'We hear you’: City leaders call for peace, change after protests rock Jacksonville

JACKSONVILLE, Fla. – Jacksonville’s elected leaders gathered Sunday for a virtual meeting to discuss what comes next in the wake of a violent clash Saturday night between protesters and police downtown.

Mayor Lenny Curry, along with members of the Jacksonville City Council and the Duval County School Board, all weighed in on the peaceful protest against police brutality that turned ugly when, authorities said, about 200 people ignited the violence, burning Jacksonville Sheriff’s Office vehicles and smashing windows. One officer was stabbed during the upheaval, Sheriff Mike Williams said.

The protests were originally part of a nationwide show of solidarity focusing largely on the death of George Floyd, who died while in the custody of the Minneapolis police.

“Jacksonville, we hear you,” Councilman Sam Newby said. “We hear your concerns, and we hear your voices. We are all going to work together to make Jacksonville a better place, a place that you deserve. And so we’re here to just to say we hear you and we love you.”

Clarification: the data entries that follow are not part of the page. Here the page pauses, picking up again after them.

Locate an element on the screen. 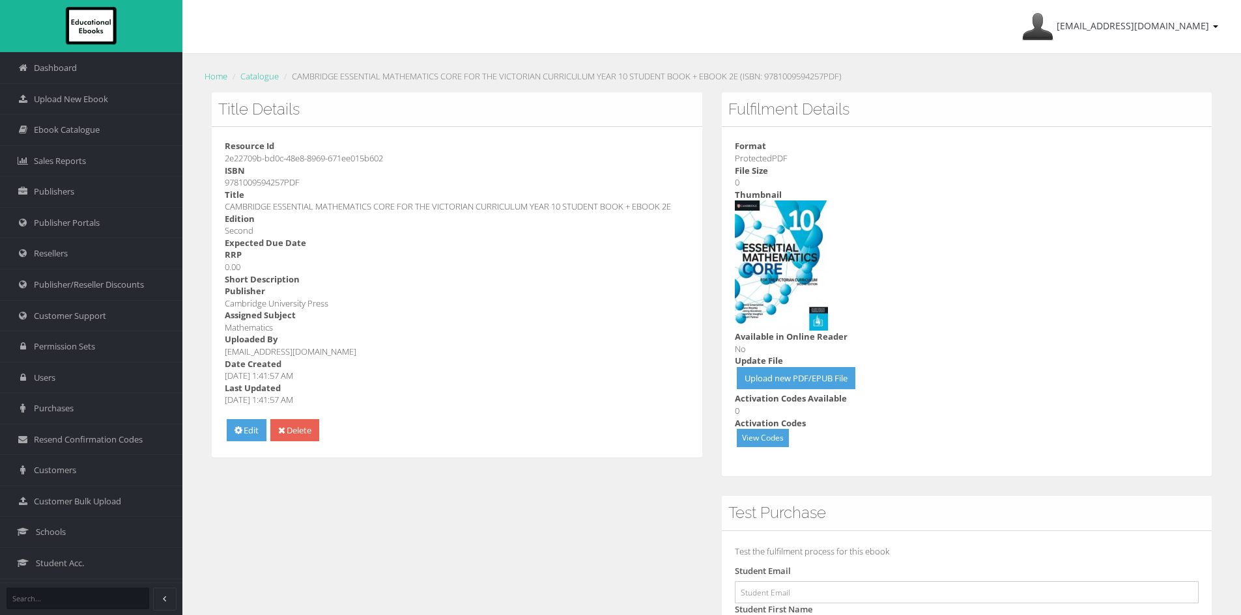  dd: 9781009594257PDF is located at coordinates (456, 182).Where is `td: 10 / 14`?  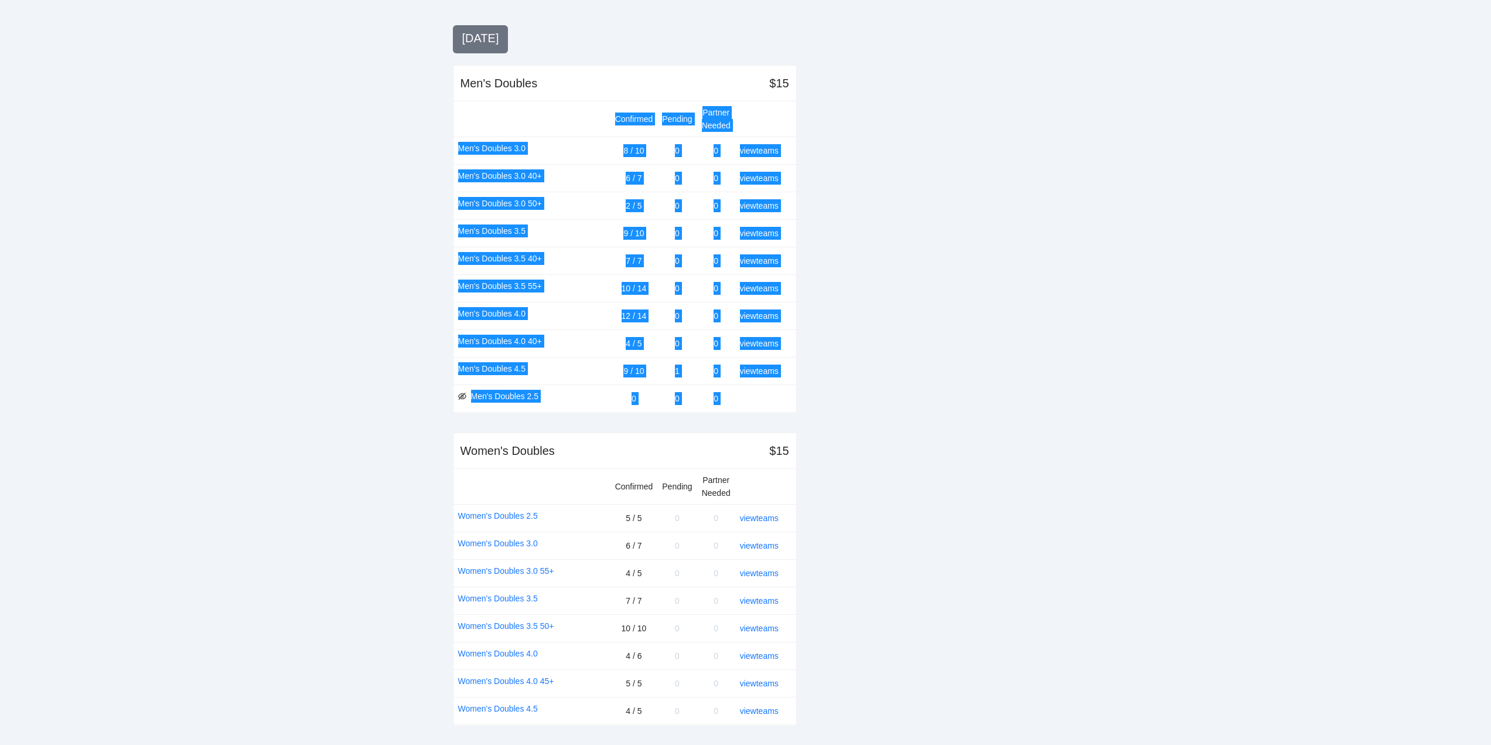 td: 10 / 14 is located at coordinates (634, 288).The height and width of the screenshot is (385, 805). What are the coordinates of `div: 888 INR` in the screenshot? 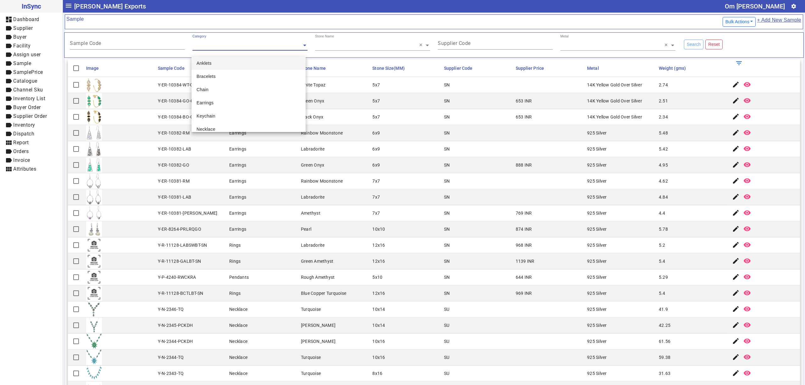 It's located at (524, 165).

Mayor Curry said that the violence that emerged following the peaceful protest won’t be allowed in the city.

“I don’t want what happened later to overshadow the best of Jacksonville,” Curry said. “As the protest started as the evening wore on, and most of those thousand plus people went home, a smaller group of folks stayed. And I’m told some others came in and were perpetrating violence, vandalism.”

State Rep. Kimberly Daniels, D-Jacksonville, shared her own experience with police brutality along with a call for peace.

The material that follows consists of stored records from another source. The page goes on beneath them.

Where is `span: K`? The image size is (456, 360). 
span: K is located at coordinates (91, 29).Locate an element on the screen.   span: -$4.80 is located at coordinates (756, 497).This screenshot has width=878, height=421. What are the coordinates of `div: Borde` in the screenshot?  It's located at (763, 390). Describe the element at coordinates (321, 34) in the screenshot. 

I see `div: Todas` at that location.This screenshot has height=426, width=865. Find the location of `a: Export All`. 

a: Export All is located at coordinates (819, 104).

“I think it is very important to know that I am the mother of a black man who was recently brutalized by police,” she said. “And it wasn’t in Jacksonville, Florida. My 22-year-old son was maced, handcuffed and stuck in the back of a squad car where he couldn’t breathe because he had asthma, and was wrongfully arrested on his birthday.”

Kimberly Daniels, Florida House of Representatives District 14. (Copyright 2020 by WJXT News4Jax - All rights reserved.)

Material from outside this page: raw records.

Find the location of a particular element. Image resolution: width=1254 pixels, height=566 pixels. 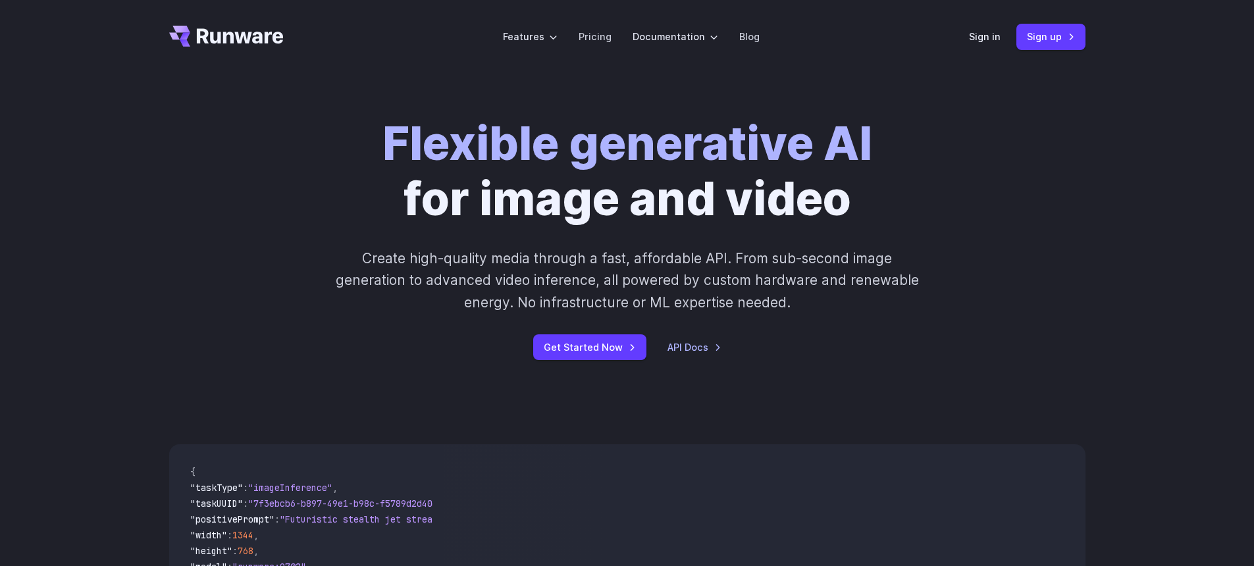

a: Sign up is located at coordinates (1050, 36).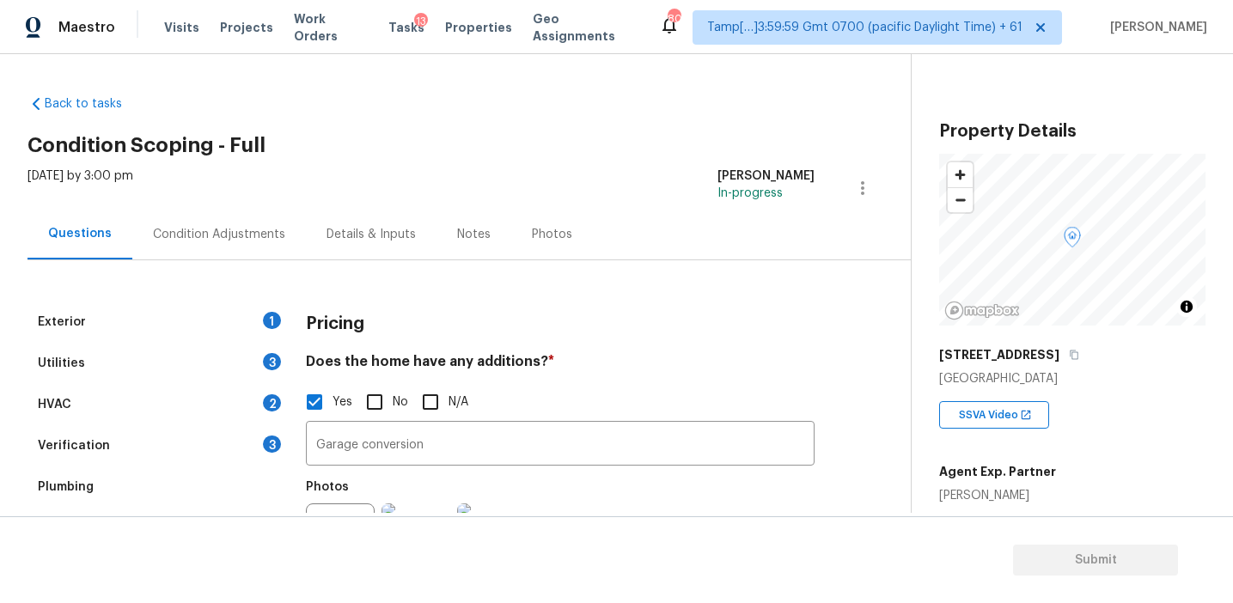  I want to click on span: Yes, so click(342, 402).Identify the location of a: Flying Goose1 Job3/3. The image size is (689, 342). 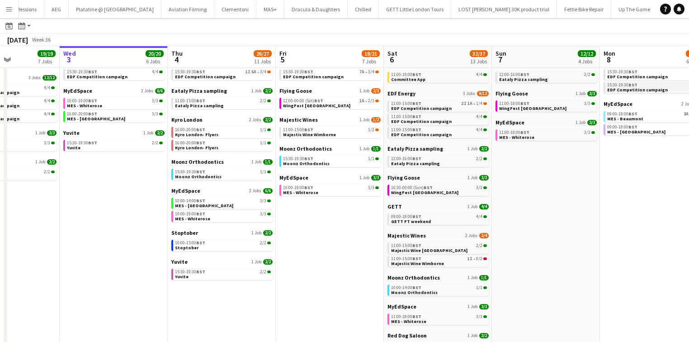
(546, 93).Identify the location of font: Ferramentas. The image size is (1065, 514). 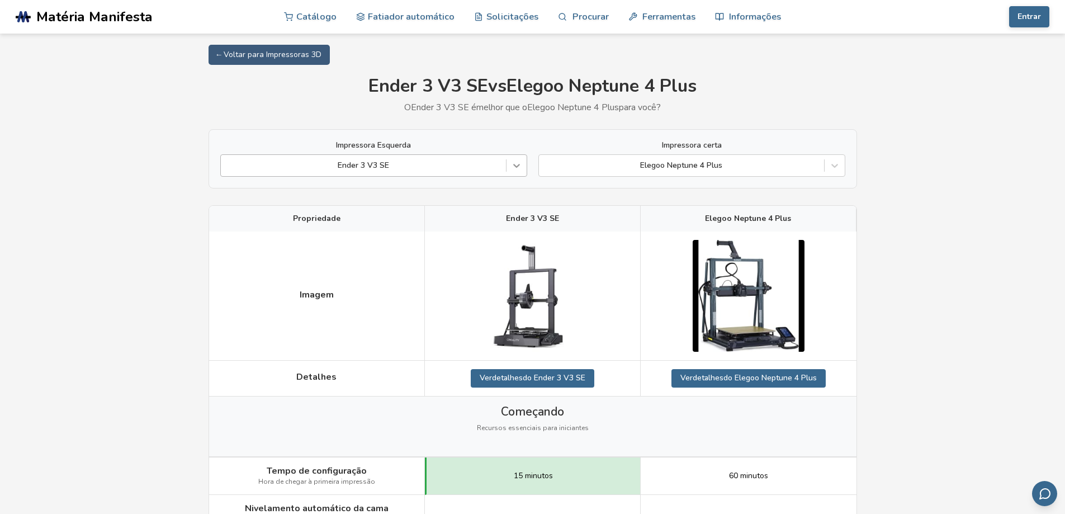
(668, 16).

“But I need you to know that there is a difference between protesting and rioting,” she continued. “We can be angry, and rightfully so. But wrong cannot be made right with more wrong. My mom used to say two rights don’t make her wrong. Looting is wrong, destruction of property is wrong, physical harm to police officers and retaliation is wrong. Our city streets cannot become places of anarchy.”

Councilman Garrett Dennis laid at least some of the blame at the feet of City Council.

“We have not been hearing the concerns and cries of our people and what we are seeing is a direct result of our shared neglect,” Dennis said. “We have the ability to make policy changes to ensure a better quality of life for our neighbors.”

“We appropriate almost half of the city’s budget to public safety, close to $500 million, and crime is at an all-time high,” he continued. “We aren’t holding our sheriff accountable for the dollars. Contrary to the hollow words of some elected officials, saying your voices are being heard. Let’s be honest. They are not.”

Councilman Al Ferraro, who spoke after Dennis, pushed back against his peer’s claims.

“This shouldn’t be something that we’re trying to blame the City Council and elected representatives right now in our city for problems that are happening around the nation,” Ferraro said. “I stand 100% with you on trying to see what we can do to fix things, but we cannot stand for our city or any of the people to be frightened, or endangered because of somebody disagreeing. We have to work together on this thing.”

As city leaders were meeting, protests continued across Northeast Florida.

Dozens of people gathered in the streets near the Duval County Courthouse to continue the call for an end to police brutality. Two of the protesters were detained by police in what was a peaceful rally.

Another rally took place in St. Augustine Sunday afternoon.

Watch the full City Council meeting below.